Defiant Snowden vows more leaks

Defiant Snowden vows more leaks

HONG KONG

Kong. Snowden attended the live chat on The Guardian’s website. AP photo

Former CIA officer Edward Snowden issued a defiant rebuke to his critics in Washington on June 17 and warned more leaks were on the way, declaring: “Truth is coming and it cannot be stopped.”

The 29-year-old former contractor for the National Security Agency (NSA) dismissed allegations he was a traitor or a Chinese agent, and insisted he had exposed a dangerous U.S. global surveillance network that threatened the privacy of millions. U.S. President Barack Obama’s administration claimed that the programs exposed by Snowden’s leaks were vital to protecting U.S. citizens from terrorism, but the revelations have triggered an embarrassing global debate. Snowden, who fled last month to Hong Kong carrying with him a cache of secret documents, is unrepentant, and has vowed to expose more details about how U.S. agents spy on private emails.

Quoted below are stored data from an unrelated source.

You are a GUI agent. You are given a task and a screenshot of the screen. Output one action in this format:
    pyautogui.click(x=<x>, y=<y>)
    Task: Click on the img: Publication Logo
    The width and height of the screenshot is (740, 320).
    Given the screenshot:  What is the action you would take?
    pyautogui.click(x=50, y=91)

“More details on how direct NSA’s accesses are coming,” he said, in an online interview hosted by The Guardian daily, repeating his allegation that U.S. federal agents have access to private users’ Web traffic.

Obama defended top secret spying programs as legal, and called them transparent. “It is transparent,” he said in an interview June 17, the Associated Press reported. A senior administration official said the president had asked the Director of National Intelligence James Clapper to determine what more information about the two programs could be made public, to help better explain them. The NSA also said it plans to reveal details about terror plots it says were thwarted by surveillance, part of an effort to assuage concern about secret snooping.

Back door access

The degree to which U.S. agencies have direct access to private communications stored on servers operated by private Internet giants has proved to be one of the more controversial aspects of the revelations. Firms like Google and Facebook say they provide information only when presented with a court order, and deny that they have effectively given the NSA “back door” access directly to their data banks. But Snowden repeated his claim that almost any intelligence analyst with access to the NSA signals intelligence database could target almost anyone’s emails or phone metadata and that warrants were rarely audited. “They can enter and get results for anything they want,” he said.

“Phone number, e-mail, user ID, cell phone handset ID (IMEI) and so on. It’s all the same. The restrictions against this are policy-based, not technically-based, and can change at any time,” he said according to Agence France-Presse. “They excuse this as ‘incidental’ collection, but at the end of the day, someone at NSA still has the content of your communications,” he added. The young technician has been attacked in Washington for fleeing to Hong Kong instead of voicing his concerns about the scope of the program through official channels.

Şimşek wait for ministry

But he insisted that he would not have got a fair hearing at home. “All I can say right now is the U.S. is not going to be able to cover this up by jailing or murdering me,” he said. Some in Washington have suggested Snowden chose Hong Kong because he was working with U.S. rival China, but he dismissed this as laughable. “If I were a Chinese spy, why wouldn’t I have flown directly into Beijing? I could be living in a palace petting a phoenix by now.”

Meanwhile, Turkish Finance Minister Mehmet Şimşek said yesterday that he would take his time before taking any initiative concerning claims that the U.K. eavesdropped on him, noting that Foreign Ministry officials are currently working on the issue. “I will act according to their advice upon our ministry officials’ work,” Şimşek said, when asked whether he planned to file a personal complaint.

The British government eavesdropped on Şimşek and his delegation during the G-20 finance ministers’ meeting in London in 2009, The Guardian reported on June 17. In a swift reaction, Turkey has asked for a “satisfying” explanation from Britain.